A LIVING HISTORY BLOG.

18TH CENTURY LIVING HISTORY IN AUSTRALIA.

Monday, 7 February 2011

The Forest Buffalo.

“From the tops of the mountains which rim the parks the rains of ages have cut deep gorges, which plunge with brusque abruptness, but nevertheless with great regularity, hundreds or even thousands of feet to the valley below. Down the bottom of each such gorge a clear, cold stream of purest water, fertilizing a narrow belt of a few feet of alluvial, and giving birth and growth, to a dense jungle of spruce, quaking asp, and other mountain trees. One side of the gorge is generally a [Pg 410]thick forest of pine, while the other side is a meadow-like park, covered with splendid grass. Such gorges are the favorite haunt of the mountain buffalo. Early in the morning he enjoys a bountiful breakfast of the rich nutritious grasses, quenches his thirst with the finest water, and, retiring just within the line of jungle, where, himself unseen, he can scan the open, he crouches himself in the long grass and reposes in comfort and security until appetite calls him to his dinner late in the evening. Unlike their plains relative, there is no stupid staring at an intruder. At the first symptom of danger they disappear like magic in the thicket, and never stop until far removed from even the apprehension of pursuit. I have many times come upon their fresh tracks, upon the beds from which they had first sprung in alarm, but I have never even seen one.
THE EXTERMINATION OF THE AMERICAN BISON.

BY WILLIAM T. HORNADAY,
Superintendent of the National Zoological Park.
Compliments of the Gutenberg Project.


Woodland or Forest Bison.
This image from: http://kohutcorp.blogspot.com/

1 comment:

Gorges Smythe said...

I've read that there actually was a strain or sub-species of buffalo (bison) in the eastern U.S. called "the woods buffalo" that was more meaty in the hindquarters than the western variety. They were supposedly wiped out early on. I can't vouch for the truth of the matter, though.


THE PROBLEM: Every entry is to be restated exactly; pictures are not part of the copy.

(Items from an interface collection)

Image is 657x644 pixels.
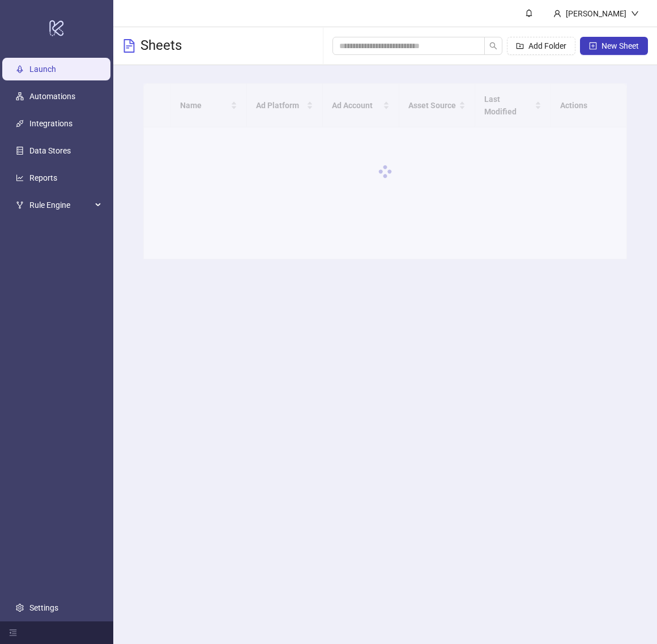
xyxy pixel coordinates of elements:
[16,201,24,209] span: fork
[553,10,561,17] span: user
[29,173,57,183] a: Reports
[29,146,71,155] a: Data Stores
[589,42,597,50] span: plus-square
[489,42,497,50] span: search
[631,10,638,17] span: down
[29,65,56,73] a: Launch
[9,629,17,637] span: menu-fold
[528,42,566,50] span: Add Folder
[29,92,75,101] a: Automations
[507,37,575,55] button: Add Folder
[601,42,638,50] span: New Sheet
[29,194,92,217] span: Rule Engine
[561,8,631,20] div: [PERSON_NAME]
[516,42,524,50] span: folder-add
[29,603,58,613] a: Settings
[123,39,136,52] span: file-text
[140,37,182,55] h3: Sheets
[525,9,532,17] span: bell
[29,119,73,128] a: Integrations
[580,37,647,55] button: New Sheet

OUTPUT BELOW:
Image is 657x644 pixels.
xyxy pixel coordinates of elements:
[16,201,24,209] span: fork
[553,10,561,17] span: user
[29,173,57,183] a: Reports
[29,146,71,155] a: Data Stores
[589,42,597,50] span: plus-square
[489,42,497,50] span: search
[631,10,638,17] span: down
[29,65,56,73] a: Launch
[9,629,17,637] span: menu-fold
[528,42,566,50] span: Add Folder
[29,92,75,101] a: Automations
[507,37,575,55] button: Add Folder
[601,42,638,50] span: New Sheet
[29,194,92,217] span: Rule Engine
[561,8,631,20] div: [PERSON_NAME]
[516,42,524,50] span: folder-add
[29,603,58,613] a: Settings
[123,39,136,52] span: file-text
[140,37,182,55] h3: Sheets
[525,9,532,17] span: bell
[29,119,73,128] a: Integrations
[580,37,647,55] button: New Sheet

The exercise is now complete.